What to review each month:
- Budgeted vs. actual sales
- Budgeted vs. actual expenses
- Variances (amount and percentage) and their causes
Why it matters:
It allows you to adjust course during the year—not only at year-end. It’s the foundation of effective planning and budgeting, where numbers guide concrete decisions.
Turning Indicators into Actionable Decisions
Looking at numbers alone changes nothing.

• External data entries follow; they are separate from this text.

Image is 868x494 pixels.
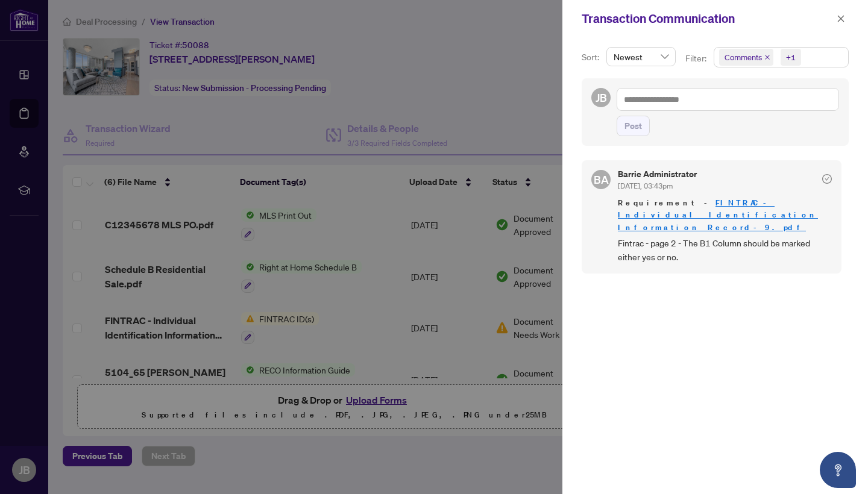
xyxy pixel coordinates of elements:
button: Open asap [820,452,856,488]
span: check-circle [822,174,831,184]
p: Sort: [582,50,601,64]
p: Filter: [685,52,708,65]
div: +1 [786,51,796,63]
span: [DATE], 03:43pm [618,181,673,190]
span: Comments [724,51,762,63]
span: Fintrac - page 2 - The B1 Column should be marked either yes or no. [618,236,831,265]
h5: Barrie Administrator [618,170,697,179]
span: Requirement - [618,197,831,233]
span: close [764,54,770,60]
span: Comments [719,49,774,66]
div: Transaction Communication [582,10,833,28]
span: Newest [614,48,668,66]
span: JB [596,89,607,106]
span: BA [594,171,609,188]
a: FINTRAC - Individual Identification Information Record-9.pdf [618,197,818,232]
span: close [836,15,845,23]
button: Post [617,115,649,136]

What matters is to:
- Identify patterns (trends, declines, seasonality)
- Connect indicators (sales + margin + cash + debt)
- Take action: raise prices, renegotiate with suppliers, cut expenses, seek financing, or invest more in channels that work
This analysis becomes much easier with a clear, visual, automatically updated dashboard.
How Ubox Helps with Your Financial Indicators
At Ubox, we support you through:
- Comprehensive financial advisory, to interpret your numbers and align decisions with your business goals
- Planning and budgeting services, where we set realistic targets and build your annual financial roadmap
- Cloud-based dashboards, connected to your accounting, banks, and sales platforms, so you always have an up-to-date snapshot
Our goal is for you to stop guessing and start running your business with clear data every month.
Request a Customized Financial Dashboard for Your Business
Every business is different: what a restaurant needs to track is not the same as an e-commerce store, a service agency, or a construction company.
That’s why the first step is designing a dashboard tailored to your reality:
- We define the critical indicators for your type of U.S. business
- We connect your data sources (accounting, banks, invoicing systems, e-commerce)
- We configure a clear, easy-to-understand visual panel you can review in minutes each month
Request a customized financial dashboard for your business and turn your finances into a clear decision-making tool—supported by Ubox’s expert guidance in comprehensive financial advisory and planning and budgeting.